Shuffrey was born in Wood Green, Witney, Oxfordshire, into an old family of craftsmen. His brother was the artist James Allen Shuffrey. After attending Bloxham School, he married Sarah Fletcher in 1873 and had a son, Leonard Jr. After Sarah’s death, he married Martha Carey in 1877 and they had two sons, Gilbert and Paul, and a daughter, Kathleen. All the children went to St Paul’s School in London.

He trained as an architect, working briefly at Carron’s ironworks before becoming an apprentice to Banister Fletcher in London. In 1871 he joined the Architectural Association, where he worked with Aston Webb. The two men often collaborated on interiors for buildings, such as Christ’s Hospital in Horsham, the Birmingham University Buildings, and the Malvern College War Memorial Library.

In 1880 Shuffrey started his own firm, Shuffrey & Co., with George Campbell Sherrin. The company made fireplaces, wallpaper, tiles, and plasterwork, with a workshop near Witney. Shuffrey became known as a superb craftsman who could design and make every detail himself. He designed affordable yet stylish wallpapers and won early praise for his terracotta fireplaces. He later supplied fireplaces for Alfred Waterhouse’s Pearl Life Assurance Building in Liverpool.

Shuffrey’s work also included ceilings and woodwork. He built Thorncote, his home in North Ealing, and the adjacent Ingleside. He decorated his house with Morris wallpaper and De Morgan tiles. He enjoyed drawing and collecting architectural details, keeping notebooks full of historical information.
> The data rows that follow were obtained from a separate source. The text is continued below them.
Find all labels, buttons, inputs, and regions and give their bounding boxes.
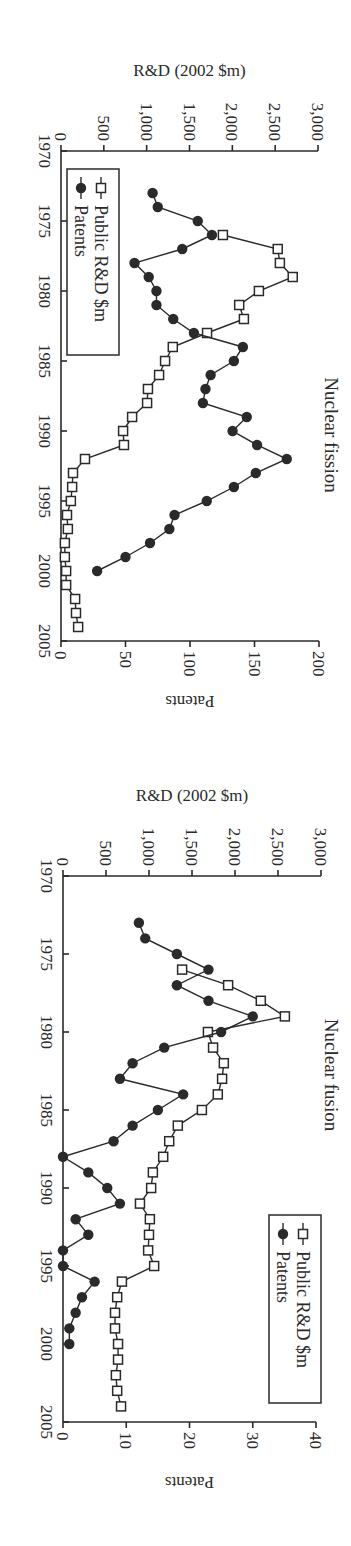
x-tick-label: 1995 [35,484,54,518]
data-point [83,1167,93,1177]
y-tick-label: 1,000 [137,103,156,141]
data-point [58,1152,68,1162]
data-point [143,385,152,394]
data-point [144,1246,153,1255]
square-marker-icon [299,1230,308,1239]
data-point [115,1198,125,1208]
x-tick-label: 1990 [37,1171,56,1205]
x-tick-label: 1995 [37,1249,56,1283]
data-point [280,1012,289,1021]
data-point [127,1058,137,1068]
data-point [58,1245,68,1255]
data-point [64,1323,74,1333]
chart-nuclear-fission: Nuclear fission1970197519801985199019952… [35,61,342,711]
y2-axis-label: Patents [165,1473,214,1492]
legend: Public R&D $mPatents [67,169,119,355]
x-tick-label: 1980 [37,1015,56,1049]
data-point [129,258,139,268]
data-point [115,1074,125,1084]
data-point [218,1074,227,1083]
data-point [173,1121,182,1130]
x-tick-label: 1975 [35,204,54,238]
data-point [254,287,263,296]
data-point [66,497,75,506]
data-point [168,343,177,352]
data-point [251,468,261,478]
x-tick-label: 1985 [35,344,54,378]
data-point [147,188,157,198]
y2-tick-label: 20 [180,1432,199,1449]
data-point [113,1293,122,1302]
y-axis-label: R&D (2002 $m) [136,786,248,805]
data-point [165,1137,174,1146]
data-point [148,1168,157,1177]
data-point [219,1059,228,1068]
data-point [151,286,161,296]
data-point [62,581,71,590]
y-tick-label: 3,000 [308,103,327,141]
data-point [60,539,69,548]
data-point [161,357,170,366]
data-point [135,1199,144,1208]
data-point [224,981,233,990]
data-point [178,965,187,974]
data-point [169,510,179,520]
x-tick-label: 2000 [35,554,54,588]
y-tick-label: 500 [96,841,115,867]
data-point [117,1277,126,1286]
y2-tick-label: 0 [53,1432,72,1441]
data-point [273,245,282,254]
data-point [172,980,182,990]
data-point [80,455,89,464]
y-axis-patents: 050100150200Patents [51,641,328,711]
data-point [153,1105,163,1115]
series-patents [92,188,292,576]
circle-marker-icon [278,1229,288,1239]
rotated-figure: Nuclear fission1970197519801985199019952… [0,0,351,1546]
data-point [71,595,80,604]
chart-title: Nuclear fission [321,377,342,493]
data-point [288,273,297,282]
data-point [229,482,239,492]
data-point [128,413,137,422]
y-tick-label: 2,000 [222,103,241,141]
data-point [207,230,217,240]
y-tick-label: 1,500 [182,828,201,866]
data-point [275,259,284,268]
data-point [153,202,163,212]
data-point [238,342,248,352]
data-point [140,933,150,943]
data-point [144,272,154,282]
data-point [202,496,212,506]
data-point [63,525,72,534]
y-axis-rd: 05001,0001,5002,0002,5003,000R&D (2002 $… [53,786,330,876]
y2-tick-label: 150 [245,651,264,677]
data-point [227,426,237,436]
data-point [203,996,213,1006]
data-point [68,483,77,492]
y2-tick-label: 100 [180,651,199,677]
y2-tick-label: 30 [243,1432,262,1449]
data-point [71,609,80,618]
y2-tick-label: 0 [51,651,70,660]
legend: Public R&D $mPatents [269,1215,321,1403]
y-tick-label: 2,500 [268,828,287,866]
data-point [197,1106,206,1115]
data-point [70,1308,80,1318]
data-point [114,1355,123,1364]
data-point [178,1089,188,1099]
data-point [92,566,102,576]
x-axis: 19701975198019851990199520002005 [35,134,67,658]
y2-tick-label: 10 [116,1432,135,1449]
data-point [193,216,203,226]
data-point [151,300,161,310]
data-point [83,1230,93,1240]
data-point [164,524,174,534]
figure-canvas: Nuclear fission1970197519801985199019952… [0,0,351,1546]
data-point [58,1261,68,1271]
data-point [145,538,155,548]
data-point [203,964,213,974]
data-point [89,1276,99,1286]
legend-label: Patents [71,205,91,257]
legend-label: Public R&D $m [91,205,111,322]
His firm completed many London and Oxfordshire projects. He designed ceilings at Wightwick Manor for the Mander family, and worked with artists such as Charles Eamer Kempe, William Morris, and Edward Ould on Arts & Crafts interiors. He published The English Fireplace in 1912, which became an important reference for designers.

Shuffrey was active in the Incorporated Institute of British Decorators, eventually serving as its president. He contributed to church and school memorials, including a pulpit and chancel screen for Holy Trinity Church in Wood Green, and war memorials at Bloxham and Henry Box schools. He helped decorate St Peter’s Church in Ealing and designed an impressive reredos there.

His son Gilbert died in World War I, a heavy blow for the family. Shuffrey continued working until his death at Thorncote in 1926. After his death, Shuffrey & Co closed, but his legacy lived on through his designs and through the Shuffrey Fellowship at Lincoln College, Oxford.

Shuffrey’s work helped bring high-quality decorative design to middle-class homes and influenced later Art Nouveau and Art Deco styles.


This page was last edited on 2 February 2026, at 09:36 (CET).